We love the 2010 Clark and & Telephone. We tried the 2011 and it isn’t as good but we have hope for the other bottles we have. We bought two bottles each of the 2010 Taylor Lane and Las Alturas but haven’t had the opportunity to drink one yet. After reading these reviews, I am looking even more forward to it though.
I’ve had Belle Glos Las Alturas since 2007 and have some of each year in my cellar. Granted, it is more Syrah-like than Burgundian, but I love it for what it is. Its character is similar to many of the other Santa Lucia Highland cuvees. I do not believe it has much aging potential. My 2007 is over the hill with loss of complexity, balance gone to almost the syrupy side with low acidity, basically what is to be expected in aging any over-ripe grape. The 2008 is still drinking good, but with less intensity and complexity than it had on release. The 2009, 2010, and 2011 are all still wonderful.
I’m drinking the 2010 B.G. Las Alturus right now. My wife sells it, and I was kind of poo-pooing it when she brought it home. This is now the third time I’ve had it and I think it is excellent. It’s a big wine, no doubt, and I like a lot of Cal pinots. Within that group, I think this one is not feminine but has some nuances, isn’t hot, and is clearly pinot. It might be warm-weather syrah like in body and color but I don’t think I’d mistake this with an Aussie syrah. I’d agree that a burg-elitist shouldn’t bother, this is a different wine. But if one likes more than a few Cal pinots this is a nice wine for a price that is significantly less than many pinots. I do agree that the acid is low, so I wouldn’t count on aging it 10 years, but it should drink fine till five years out.
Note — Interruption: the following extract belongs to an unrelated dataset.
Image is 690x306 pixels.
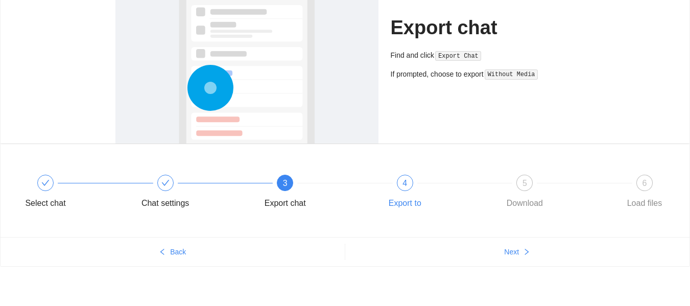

My glass is actually from a bottle opened Sunday and it’s still fine.
Btw, does it really matter that it’s a Wagner product or sold in Costco? My Costco sells first growth bordeaux too, and as a chain they’re by far the largest wine retailer in the country.
Even taking into account the subjectivity of wine tasting, and appreciating the humility so nicely expressed by Harry Waugh (“Have you ever mistaken a Bordeaux for a Burgundy?” “Not since lunch”), I still stick to my guns in expressing amazement that anyone with experience drinking Pinot Noir could identify the 2011 Clark & Telephone as a Pinot Noir if tasted blind.
BTW, I only made the reference to Wagner because I remember some Pinots that Charlie Wagner made in the 70s, and those were tasty wines that you would know were Pinot Noirs, even the 1976 Special Selection, which was quite extracted for a Wagner wine because of the hot vintage. I assume (perhaps incorrectly) that Joe would know something about his grandfather’s skill at winemaking, and might have given some thought to applying that knowledge when he started Belle Glos.
I must have missed the Costco reference in other posts; I agree that it is irrelevant that Belle Glos is sold there. Given that there appears to be a consensus that the wine is not made for cellaring, the fact that the storage conditions at most Costcos are less than optimal should not overly deter those who like this style of wine.